Extra 25% Off Sale Items | Details
Save an additional 25% on already reduced items at orvis.com/sale and at participating Orvis retail stores! Prices as marked. Exclusions apply. See orvis.com/exclusions for details. Not valid on previous purchases or at Orvis Outlet stores. Cannot be combined with any other promotional offer. No cash value. Offer ends July 7, 2026 at 11:59 PM ET.
Success Success has been added to your cart
Start with the fly you want to tie and the fish you’re chasing. Match the hook style to the pattern—nymph hooks for nymphs, streamer hooks for streamers, saltwater hooks for saltwater flies, and so on. Then fine-tune by size, gap, and shank length. In general, use the smallest hook that still hooks well for the pattern you’re tying.
Let the pattern lead. Most fly recipes call out the hook size. Keep in mind: bigger hook number = smaller hook (a size 18 is smaller than a size 10).
You need hooks that match the flies you plan to tie. Pick a few core styles—dry, nymph, and streamer—then add specialty hooks (like egg or saltwater) as your tying expands. The recipe will guide the exact size.
It depends on the fly. We suggest:
Some are. If you want barbless for easier releases, choose barbless hooks, or pinch the barb down before you start tying.
It’s not ideal. Nymph hooks are usually heavier, which can make a dry fly sit low or sink. Dry-fly hooks are lighter, so the fly rides higher.

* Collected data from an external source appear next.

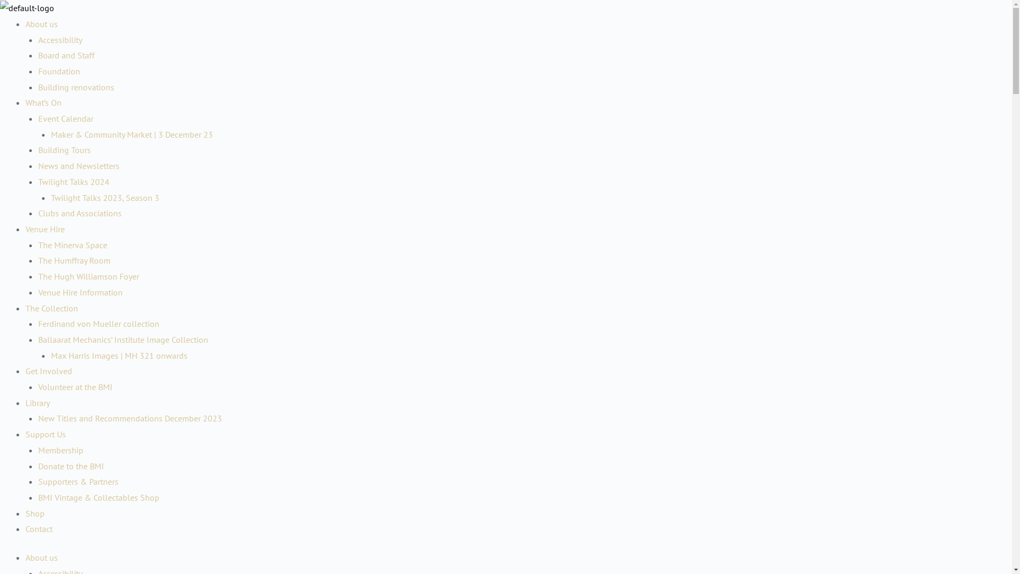  I want to click on Twilight Talks 2024, so click(74, 182).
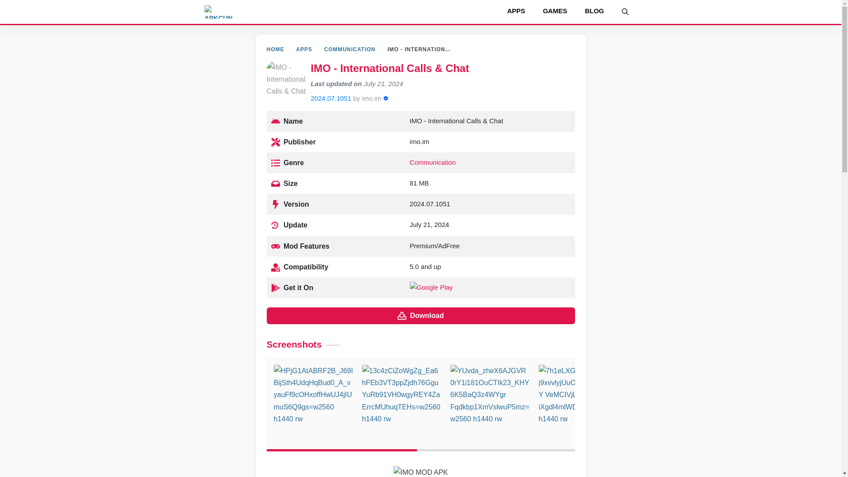 The image size is (848, 477). I want to click on GAMES, so click(554, 11).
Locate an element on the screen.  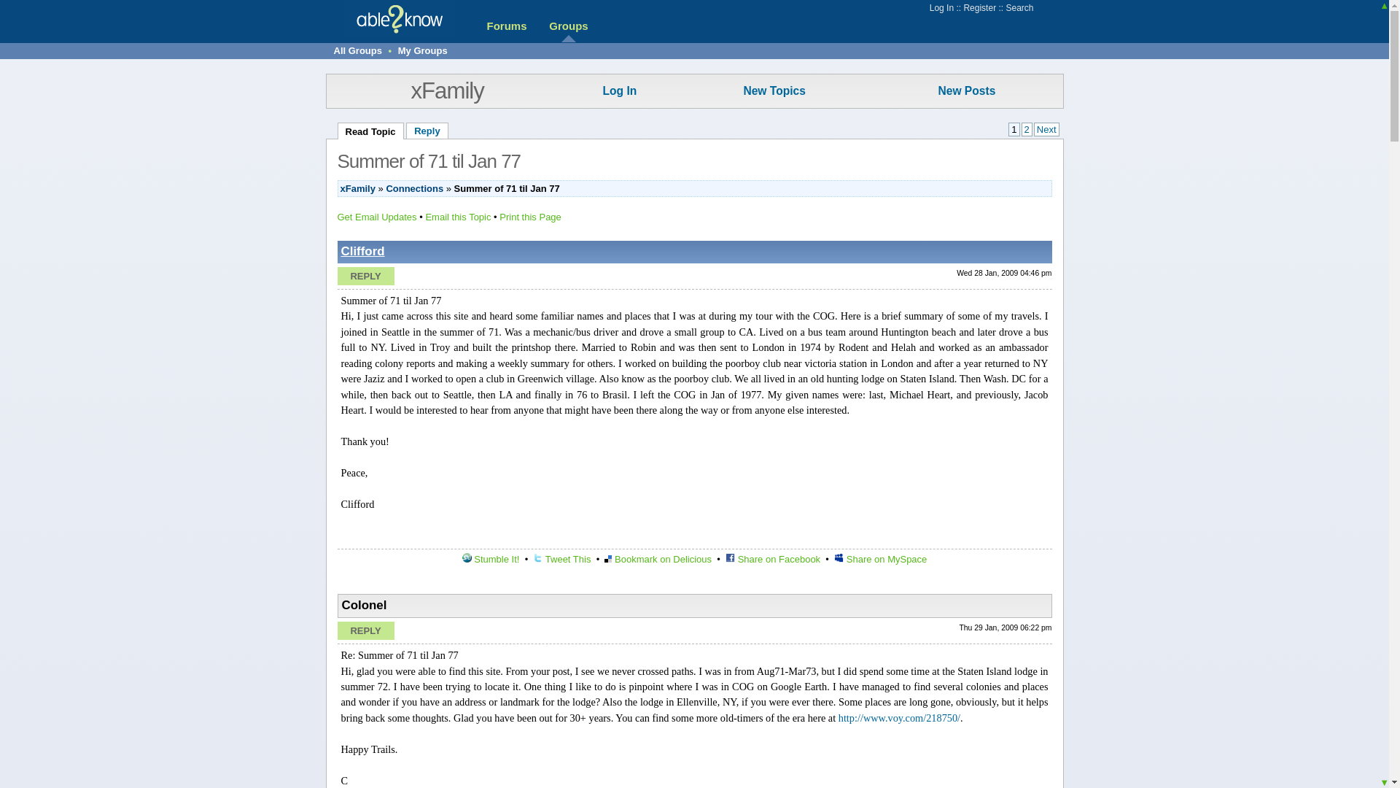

Orvis fly tying hooks get you clean starts, solid holds, and points that stay sharp whether you’re tying hoppers, shrimp, minnows, or caddis emergers. For nymphs and wet flies, you’ll find the shapes and wire weights that match how you fish—from extra-fine hooks to 3X long options—so your patterns sink, swim, and hook the way you planned. Streamer fishing is a different kind of commitment with big flies, hard eats, and takes that test your knots. That’s where straight-eye streamer hooks shine for classic patterns, and pike and muskie hooks step in when teeth are part of the equation. And when the bite calls for something small and simple, short-shank, wide-gap egg hooks help you tie compact patterns that still hook well. Saltwater turns the dial up again with heat, corrosion, and fish that don’t quit. Our saltwater hooks are built for those days, with shapes and sizes for everything from bonefish to tarpon, plus pre-sharpened options when you want to rig fast and get after it. Whether you’re sneaking casts to brook trout in tight water or leaning on a tarpon in the Keys, these hooks are made to help your flies fish the way you tied them.